Although the U.S. does not have a national identification card, the U.K. did not have one either — until digital ID was introduced. The U.K. scrapped national ID in 1952.

In May, the Transportation Security Administration (TSA) began Real ID enforcement for domestic air travelers in the U.S. In the months before, TSA engaged in a push to encourage U.S. citizens to acquire Real ID-compliant documents, such as driver’s licenses. Full enforcement will begin in 2027.

The REAL ID Act of 2005 established security standards for state-issued ID cards in response to the 9/11 attacks and the recommendations of the 9/11 Commission. In the intervening years, its implementation was repeatedly delayed.

Last year, then-President Joe Biden issued an executive order for federal and state governments to speed up the adoption of digital ID.

Brase said Real ID “is really a national ID system for America, currently disguised as a state driver’s license with a star.
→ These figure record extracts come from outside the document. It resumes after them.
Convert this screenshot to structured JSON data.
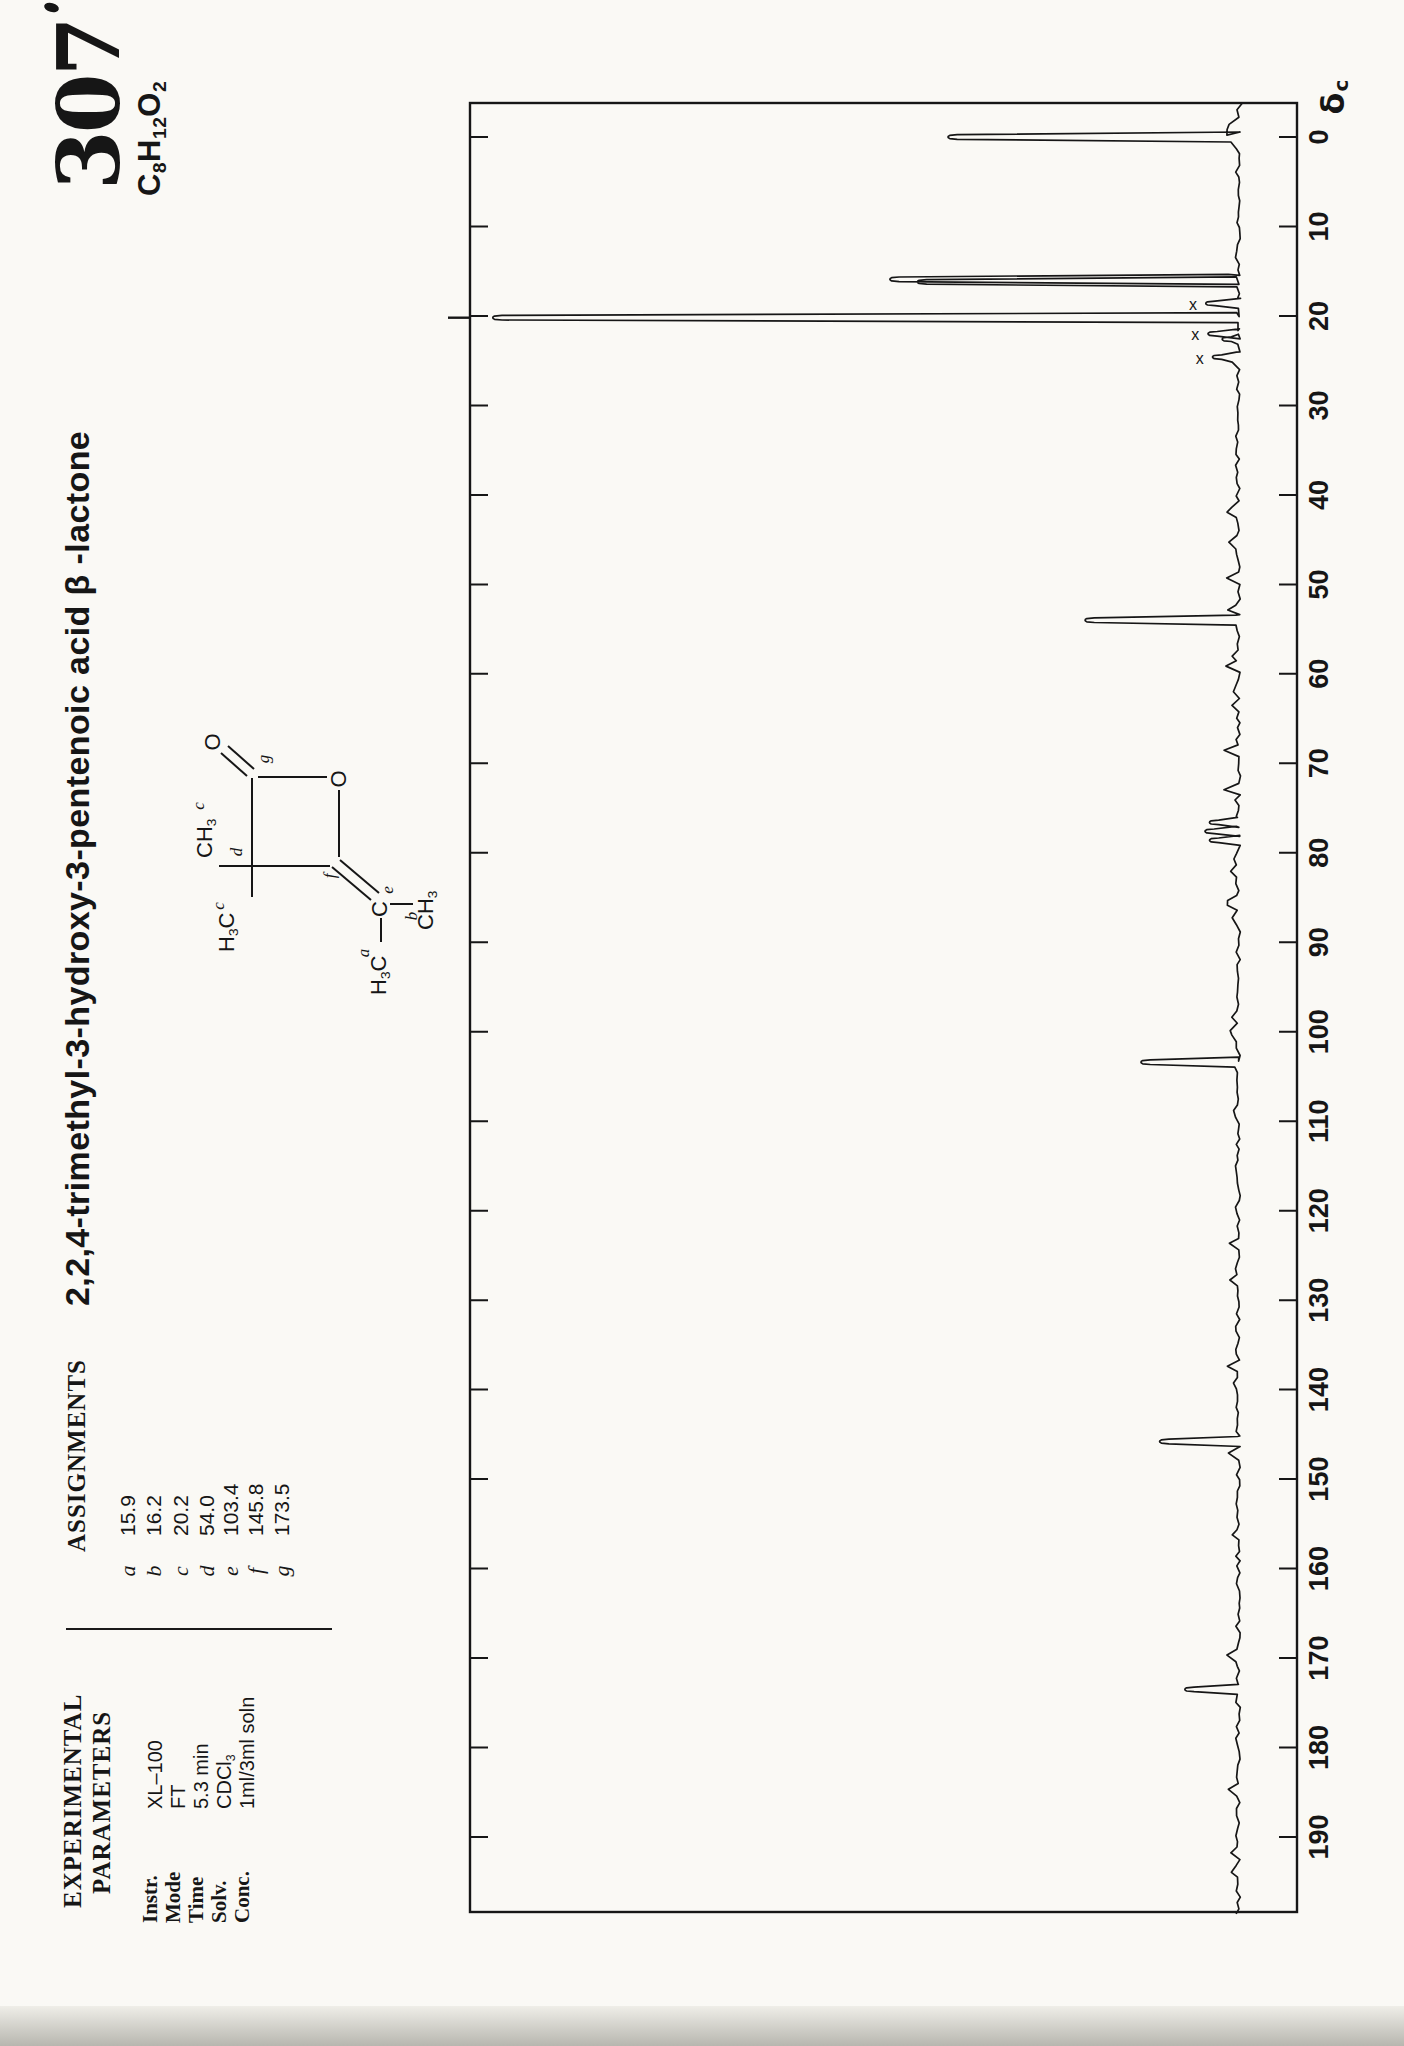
{
  "page": {
    "catalog_number": "307",
    "formula": [
      {
        "t": "C"
      },
      {
        "t": "8",
        "sub": true
      },
      {
        "t": "H"
      },
      {
        "t": "12",
        "sub": true
      },
      {
        "t": "O"
      },
      {
        "t": "2",
        "sub": true
      }
    ],
    "title": "2,2,4-trimethyl-3-hydroxy-3-pentenoic acid β -lactone"
  },
  "assignments": {
    "heading": "ASSIGNMENTS",
    "items": [
      {
        "label": "a",
        "value": "15.9"
      },
      {
        "label": "b",
        "value": "16.2"
      },
      {
        "label": "c",
        "value": "20.2"
      },
      {
        "label": "d",
        "value": "54.0"
      },
      {
        "label": "e",
        "value": "103.4"
      },
      {
        "label": "f",
        "value": "145.8"
      },
      {
        "label": "g",
        "value": "173.5"
      }
    ]
  },
  "experimental": {
    "heading": [
      "EXPERIMENTAL",
      "PARAMETERS"
    ],
    "items": [
      {
        "label": "Instr.",
        "value": [
          {
            "t": "XL–100"
          }
        ]
      },
      {
        "label": "Mode",
        "value": [
          {
            "t": "FT"
          }
        ]
      },
      {
        "label": "Time",
        "value": [
          {
            "t": "5.3 min"
          }
        ]
      },
      {
        "label": "Solv.",
        "value": [
          {
            "t": "CDCl"
          },
          {
            "t": "3",
            "sub": true
          }
        ]
      },
      {
        "label": "Conc.",
        "value": [
          {
            "t": "1ml/3ml soln"
          }
        ]
      }
    ]
  },
  "structure": {
    "atom_labels": {
      "carbonyl_o": "O",
      "ring_o": "O",
      "ene_c": "C",
      "methyl_top": [
        {
          "t": "CH"
        },
        {
          "t": "3",
          "sub": true
        }
      ],
      "methyl_left": [
        {
          "t": "H"
        },
        {
          "t": "3",
          "sub": true
        },
        {
          "t": "C"
        }
      ],
      "methyl_a": [
        {
          "t": "H"
        },
        {
          "t": "3",
          "sub": true
        },
        {
          "t": "C"
        }
      ],
      "methyl_b": [
        {
          "t": "CH"
        },
        {
          "t": "3",
          "sub": true
        }
      ]
    },
    "position_labels": {
      "g": "g",
      "d": "d",
      "f": "f",
      "e": "e",
      "a": "a",
      "b": "b",
      "c_top": "c",
      "c_left": "c"
    }
  },
  "chart_data": {
    "type": "line",
    "orientation": "rotated-90ccw",
    "axis": {
      "label_main": "δ",
      "label_sub": "c",
      "min": 0,
      "max": 190,
      "tick_step": 10,
      "labels": [
        0,
        10,
        20,
        30,
        40,
        50,
        60,
        70,
        80,
        90,
        100,
        110,
        120,
        130,
        140,
        150,
        160,
        170,
        180,
        190
      ]
    },
    "impurity_marker_glyph": "x",
    "peaks": [
      {
        "ppm": 0.0,
        "intensity": 0.389,
        "note": "TMS reference"
      },
      {
        "ppm": 15.9,
        "intensity": 0.467,
        "assignment": "a"
      },
      {
        "ppm": 16.2,
        "intensity": 0.43,
        "assignment": "b"
      },
      {
        "ppm": 18.6,
        "intensity": 0.043,
        "mark": "x"
      },
      {
        "ppm": 20.2,
        "intensity": 1.0,
        "assignment": "c",
        "clipped": true
      },
      {
        "ppm": 22.0,
        "intensity": 0.04,
        "mark": "x"
      },
      {
        "ppm": 22.6,
        "intensity": 0.021
      },
      {
        "ppm": 24.6,
        "intensity": 0.034,
        "mark": "x"
      },
      {
        "ppm": 54.0,
        "intensity": 0.205,
        "assignment": "d"
      },
      {
        "ppm": 76.6,
        "intensity": 0.038,
        "note": "CDCl3"
      },
      {
        "ppm": 77.6,
        "intensity": 0.044,
        "note": "CDCl3"
      },
      {
        "ppm": 78.6,
        "intensity": 0.038,
        "note": "CDCl3"
      },
      {
        "ppm": 103.4,
        "intensity": 0.13,
        "assignment": "e"
      },
      {
        "ppm": 145.8,
        "intensity": 0.105,
        "assignment": "f"
      },
      {
        "ppm": 173.5,
        "intensity": 0.071,
        "assignment": "g"
      }
    ]
  }
}
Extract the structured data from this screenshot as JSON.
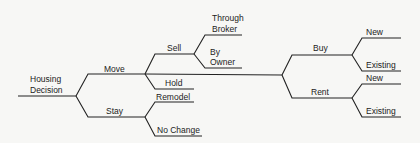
{
  "diagram": {
    "type": "decision-tree",
    "root": {
      "label": [
        "Housing",
        "Decision"
      ],
      "children": [
        {
          "label": [
            "Move"
          ],
          "children": [
            {
              "label": [
                "Sell"
              ],
              "children": [
                {
                  "label": [
                    "Through",
                    "Broker"
                  ],
                  "children": []
                },
                {
                  "label": [
                    "By",
                    "Owner"
                  ],
                  "children": []
                }
              ]
            },
            {
              "label": [],
              "children": [
                {
                  "label": [
                    "Buy"
                  ],
                  "children": [
                    {
                      "label": [
                        "New"
                      ],
                      "children": []
                    },
                    {
                      "label": [
                        "Existing"
                      ],
                      "children": []
                    }
                  ]
                },
                {
                  "label": [
                    "Rent"
                  ],
                  "children": [
                    {
                      "label": [
                        "New"
                      ],
                      "children": []
                    },
                    {
                      "label": [
                        "Existing"
                      ],
                      "children": []
                    }
                  ]
                }
              ]
            },
            {
              "label": [
                "Hold"
              ],
              "children": []
            }
          ]
        },
        {
          "label": [
            "Stay"
          ],
          "children": [
            {
              "label": [
                "Remodel"
              ],
              "children": []
            },
            {
              "label": [
                "No Change"
              ],
              "children": []
            }
          ]
        }
      ]
    }
  },
  "labels": {
    "housing_decision_1": "Housing",
    "housing_decision_2": "Decision",
    "move": "Move",
    "stay": "Stay",
    "sell": "Sell",
    "hold": "Hold",
    "remodel": "Remodel",
    "no_change": "No Change",
    "through_broker_1": "Through",
    "through_broker_2": "Broker",
    "by_owner_1": "By",
    "by_owner_2": "Owner",
    "buy": "Buy",
    "rent": "Rent",
    "buy_new": "New",
    "buy_existing": "Existing",
    "rent_new": "New",
    "rent_existing": "Existing"
  }
}
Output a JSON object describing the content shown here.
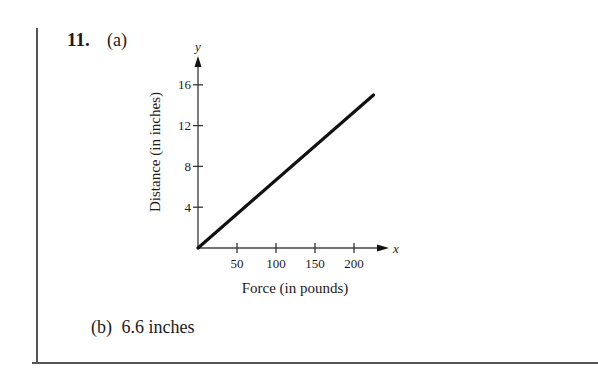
{
  "problem": {
    "number": "11.",
    "part_a_label": "(a)",
    "part_b_label": "(b)",
    "part_b_answer": "6.6 inches"
  },
  "chart_data": {
    "type": "line",
    "title": "",
    "xlabel": "Force (in pounds)",
    "ylabel": "Distance (in inches)",
    "x_axis_var": "x",
    "y_axis_var": "y",
    "x_ticks": [
      50,
      100,
      150,
      200
    ],
    "y_ticks": [
      4,
      8,
      12,
      16
    ],
    "xlim": [
      0,
      240
    ],
    "ylim": [
      0,
      18
    ],
    "grid": false,
    "legend": null,
    "series": [
      {
        "name": "Distance vs Force",
        "x": [
          0,
          225
        ],
        "y": [
          0,
          15
        ],
        "color": "#111111"
      }
    ]
  }
}
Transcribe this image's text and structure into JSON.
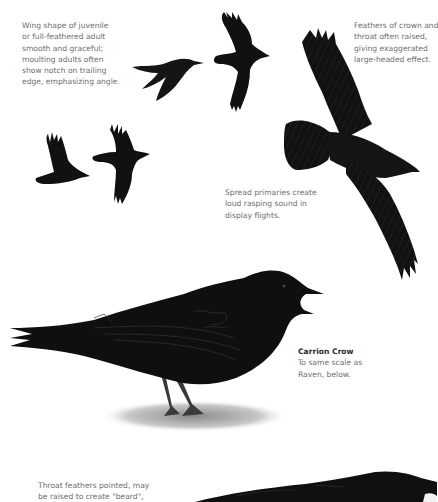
{
  "page": {
    "type": "field-guide-plate"
  },
  "annotations": {
    "wing_shape": {
      "lines": [
        "Wing shape of juvenile",
        "or full-feathered adult",
        "smooth and graceful;",
        "moulting adults often",
        "show notch on trailing",
        "edge, emphasizing angle."
      ]
    },
    "crown_feathers": {
      "lines": [
        "Feathers of crown and",
        "throat often raised,",
        "giving exaggerated",
        "large-headed effect."
      ]
    },
    "spread_primaries": {
      "lines": [
        "Spread primaries create",
        "loud rasping sound in",
        "display flights."
      ]
    },
    "carrion_crow": {
      "title": "Carrion Crow",
      "lines": [
        "To same scale as",
        "Raven, below."
      ]
    },
    "throat_feathers": {
      "lines": [
        "Throat feathers pointed, may",
        "be raised to create \"beard\","
      ]
    }
  },
  "illustrations": [
    {
      "name": "crow-gliding-side",
      "label": "Flying crow, side view gliding"
    },
    {
      "name": "crow-flying-upstroke",
      "label": "Flying crow, wings raised"
    },
    {
      "name": "crow-flying-small-left",
      "label": "Flying crow, small, wings up"
    },
    {
      "name": "crow-flying-small-right",
      "label": "Flying crow, small, wings down"
    },
    {
      "name": "crow-soaring-large",
      "label": "Large soaring crow from below, tail fanned"
    },
    {
      "name": "carrion-crow-perched",
      "label": "Carrion Crow perched, calling"
    },
    {
      "name": "raven-head-partial",
      "label": "Raven head and back, partially visible"
    }
  ],
  "colors": {
    "background": "#ffffff",
    "text": "#6e6e6e",
    "title": "#2a2a2a",
    "bird": "#111111",
    "feather_edge": "#3a3a3a",
    "ground": "#9a9a9a"
  }
}
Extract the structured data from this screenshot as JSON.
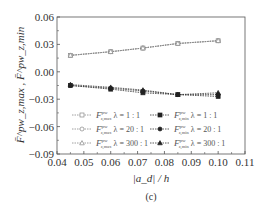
{
  "chart_data": {
    "type": "line",
    "title": "",
    "caption": "(c)",
    "xlabel": "|a_d| / h",
    "ylabel": "F̄^pw_z,max , F̄^pw_z,min",
    "xlim": [
      0.04,
      0.11
    ],
    "ylim": [
      -0.09,
      0.06
    ],
    "xticks": [
      "0.04",
      "0.05",
      "0.06",
      "0.07",
      "0.08",
      "0.09",
      "0.10",
      "0.11"
    ],
    "yticks": [
      "0.06",
      "0.03",
      "0.00",
      "−0.03",
      "−0.06",
      "−0.09"
    ],
    "grid": false,
    "legend_position": "lower inside, two columns",
    "x": [
      0.045,
      0.06,
      0.072,
      0.085,
      0.1
    ],
    "series": [
      {
        "name": "F̄^pw_z,max  λ = 1:1",
        "marker": "open-square",
        "values": [
          0.018,
          0.022,
          0.026,
          0.031,
          0.034
        ]
      },
      {
        "name": "F̄^pw_z,max  λ = 20:1",
        "marker": "open-circle",
        "values": [
          0.018,
          0.022,
          0.026,
          0.031,
          0.034
        ]
      },
      {
        "name": "F̄^pw_z,max  λ = 300:1",
        "marker": "open-triangle",
        "values": [
          0.018,
          0.022,
          0.026,
          0.031,
          0.034
        ]
      },
      {
        "name": "F̄^pw_z,min  λ = 1:1",
        "marker": "filled-square",
        "values": [
          -0.015,
          -0.019,
          -0.023,
          -0.025,
          -0.027
        ]
      },
      {
        "name": "F̄^pw_z,min  λ = 20:1",
        "marker": "filled-circle",
        "values": [
          -0.015,
          -0.018,
          -0.021,
          -0.025,
          -0.025
        ]
      },
      {
        "name": "F̄^pw_z,min  λ = 300:1",
        "marker": "filled-triangle",
        "values": [
          -0.014,
          -0.017,
          -0.02,
          -0.025,
          -0.023
        ]
      }
    ]
  },
  "legend": [
    {
      "sym": "F",
      "sub": "z,max",
      "sup": "pw",
      "lambda": "λ = 1 : 1"
    },
    {
      "sym": "F",
      "sub": "z,min",
      "sup": "pw",
      "lambda": "λ = 1 : 1"
    },
    {
      "sym": "F",
      "sub": "z,max",
      "sup": "pw",
      "lambda": "λ = 20 : 1"
    },
    {
      "sym": "F",
      "sub": "z,min",
      "sup": "pw",
      "lambda": "λ = 20 : 1"
    },
    {
      "sym": "F",
      "sub": "z,max",
      "sup": "pw",
      "lambda": "λ = 300 : 1"
    },
    {
      "sym": "F",
      "sub": "z,min",
      "sup": "pw",
      "lambda": "λ = 300 : 1"
    }
  ]
}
The American people really have no idea that what’s in their pocket is a national ID and they have no idea that the [Department of Motor Vehicles offices] are planning to digitize them.”

Hinchliffe said 193 countries, including the U.S., accepted digital ID last year when they approved the United Nations’ Pact for the Future.

Earlier this month, Sen. Rand Paul (R-Ky.) introduced the Safeguarding Personal Information Act of 2025 (S 2769), a bill to repeal the REAL ID Act of 2005.

“If digital ID is allowed to spread globally, future generations will never know freedom,” Hinchliffe said.